My garbage disposal stopped working recently. I turned it on and could hear only the strained hum of the motor, so naturally I proceeded straight to the internet. I usually do that to see what others think of a situation, though my guess was that something was jamming up the works and preventing the motor from spinning. I went and got a sturdy piece of wood from the scrap pile in my work room and tried to force the disposal to turn, but no dice. That was a few days ago.

Tonight, I decided I’d had enough of using a strainer to gather up food debris and throw it away every day or two. When I had trouble finding work out of college during the dot-com bubble burst, I scraped by and lived in a tiny studio apartment in Chicago with no garbage disposal and one of those freezers that would frost over with ice. I care to repeat nothing of that experience. So I killed the power to the disposal at the circuit breaker and started popping off the plumbing and electrical connections. I hauled the thing down to my basement and set to work on it. As I dealt with the tedious flat-head screw removal and O-ring jockeying involved, my mind began to wander a bit.

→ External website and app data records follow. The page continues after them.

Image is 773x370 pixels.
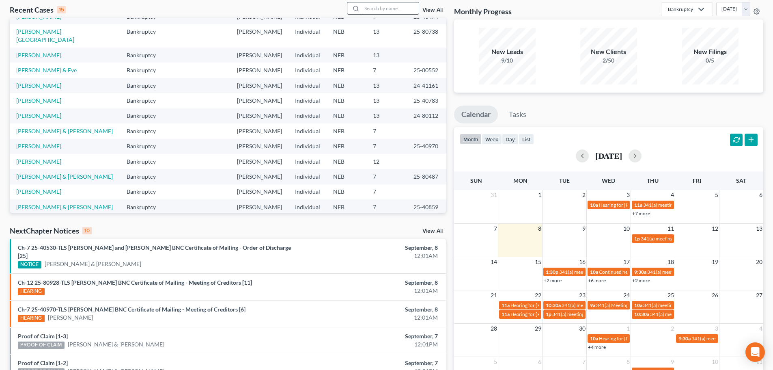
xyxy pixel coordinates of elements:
span: 21 [490,290,498,300]
td: [PERSON_NAME] [230,169,288,184]
a: [PERSON_NAME] & [PERSON_NAME] [16,203,113,210]
span: Hearing for [PERSON_NAME] [599,335,662,341]
td: [PERSON_NAME] [230,108,288,123]
td: Individual [288,139,327,154]
span: 11a [634,202,642,208]
span: Sat [736,177,746,184]
td: Individual [288,154,327,169]
a: [PERSON_NAME] [16,158,61,165]
td: 7 [366,62,407,77]
td: [PERSON_NAME] [230,154,288,169]
span: 7 [493,223,498,233]
td: NEB [327,108,366,123]
span: 1:30p [546,269,558,275]
div: 2/50 [580,56,637,64]
span: Wed [602,177,615,184]
a: [PERSON_NAME] [16,13,61,20]
td: [PERSON_NAME] [230,78,288,93]
button: list [518,133,534,144]
span: 10a [590,202,598,208]
div: Bankruptcy [668,6,693,13]
span: 29 [534,323,542,333]
span: 17 [622,257,630,266]
span: 10:30a [546,302,561,308]
div: September, 8 [303,243,438,251]
span: 10:30a [634,311,649,317]
td: Bankruptcy [120,62,171,77]
td: Individual [288,78,327,93]
a: +6 more [588,277,606,283]
div: 12:01AM [303,251,438,260]
div: PROOF OF CLAIM [18,341,64,348]
span: 10 [711,357,719,366]
div: Recent Cases [10,5,66,15]
div: 12:01PM [303,340,438,348]
h3: Monthly Progress [454,6,511,16]
td: Bankruptcy [120,184,171,199]
div: HEARING [18,314,45,322]
td: 13 [366,24,407,47]
span: 31 [490,190,498,200]
span: 26 [711,290,719,300]
a: +2 more [632,277,650,283]
td: Bankruptcy [120,108,171,123]
td: NEB [327,123,366,138]
td: 25-80487 [407,169,446,184]
td: Individual [288,123,327,138]
td: [PERSON_NAME] [230,93,288,108]
a: [PERSON_NAME] [16,82,61,89]
td: Individual [288,199,327,214]
a: Ch-7 25-40970-TLS [PERSON_NAME] BNC Certificate of Mailing - Meeting of Creditors [6] [18,305,245,312]
a: [PERSON_NAME] & [PERSON_NAME] [68,340,164,348]
td: Bankruptcy [120,169,171,184]
td: NEB [327,24,366,47]
td: NEB [327,169,366,184]
div: September, 7 [303,332,438,340]
span: Tue [559,177,569,184]
span: 341(a) meeting for [PERSON_NAME] [691,335,769,341]
span: 341(a) meeting for [PERSON_NAME] & [PERSON_NAME] [647,269,768,275]
div: NOTICE [18,261,41,268]
span: 341(a) meeting for [PERSON_NAME] & [PERSON_NAME] [643,202,764,208]
span: 9 [670,357,675,366]
div: New Clients [580,47,637,56]
td: 7 [366,123,407,138]
span: 11 [666,223,675,233]
td: 7 [366,169,407,184]
td: Bankruptcy [120,154,171,169]
span: 341(a) meeting for [PERSON_NAME] [559,269,637,275]
a: [PERSON_NAME] & [PERSON_NAME] [16,127,113,134]
span: Hearing for [PERSON_NAME] Land & Cattle [510,311,602,317]
div: NextChapter Notices [10,226,92,235]
div: September, 8 [303,305,438,313]
input: Search by name... [362,2,419,14]
div: New Filings [681,47,738,56]
td: 13 [366,47,407,62]
td: 25-80552 [407,62,446,77]
td: NEB [327,78,366,93]
td: NEB [327,199,366,214]
span: 6 [758,190,763,200]
td: 24-41161 [407,78,446,93]
td: 7 [366,199,407,214]
td: Individual [288,184,327,199]
div: Open Intercom Messenger [745,342,765,361]
span: 8 [537,223,542,233]
span: 9:30a [634,269,646,275]
div: 15 [57,6,66,13]
td: Individual [288,108,327,123]
td: NEB [327,62,366,77]
td: 13 [366,108,407,123]
td: 12 [366,154,407,169]
button: day [502,133,518,144]
a: [PERSON_NAME] [48,313,93,321]
a: +4 more [588,344,606,350]
td: [PERSON_NAME] [230,62,288,77]
span: 5 [493,357,498,366]
span: 9 [581,223,586,233]
span: 341(a) meeting for [PERSON_NAME] [643,302,721,308]
span: 2 [670,323,675,333]
span: 23 [578,290,586,300]
span: 3 [625,190,630,200]
td: NEB [327,93,366,108]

One thing that ran through my head was that it had never occurred to me to call someone about this problem, and I started to wonder why not. I’ve never taken apart a garbage disposal before, and I don’t have the extra PVC pipe laying around to hook up as a replacement for the disposal in a worst-case scenario. If I had failed, there would have been no kitchen sink until I succeeded (which would be at least a few days, since I’m at work tomorrow and then taking a brief trip out of town). What’s my deal that I’d just say, “well, let’s start popping screws off and see what happens?”

What I realized is this: I think this mindset is at the core of the engineering mind and drives at what makes programmers successful (and/or driven workaholics). There’s a desire to deconstruct and to understand the core functionality of things. There’s a desire to look at things logically and to understand the procedures for disassembling and reassembling them. There’s a desire to know how the world works, and furthermore there’s a bit of underlying confidence. When it come to operating in that world, you’ll figure something out.

It’s my opinion that when you look at code, it’s important to think that way as well. Why is this framework call slow? Well, let’s disassemble it and find out. Is this method call necessary? Let’s delete it and see what breaks. Can we improve the structure here? Let’s roll up our sleeves and start refactoring. My attitude toward my garbage disposal is the same as my attitude toward code, and I think it’s a decent operating paradigm. Rather than calling in someone when I hit a snag, I use it as a learning opportunity, put in some extra hours, get it done and improve my capabilities. I did that tonight. I’d chiseled out a stuck piece of plastic and hooked everything up for a working disposal by 1 AM. I do things like that with code all the time (often at similar hours).

Of course, there’s a dark side to this. If while working on my plumbing I bend a supply line and somehow cause a leak back behind the drywall, I have pretty big problems. If I have to cut off water to the house and then go to work, it might be “get a hotel room and call a contractor” time. If you don’t know when you’re outgunned by life, you run the risk of going from confident and inquisitive to foolish or at least a bit reckless. I’ve probably crossed that line a few times, particularly in code when I decide I have no use for some legacy namespace and I’ll just rewrite the whole thing myself over the weekend. But I think that, on the whole, if you take the “let’s pull this thing apart and see where it leads us” approach to programming, you’ll probably have a pretty successful career.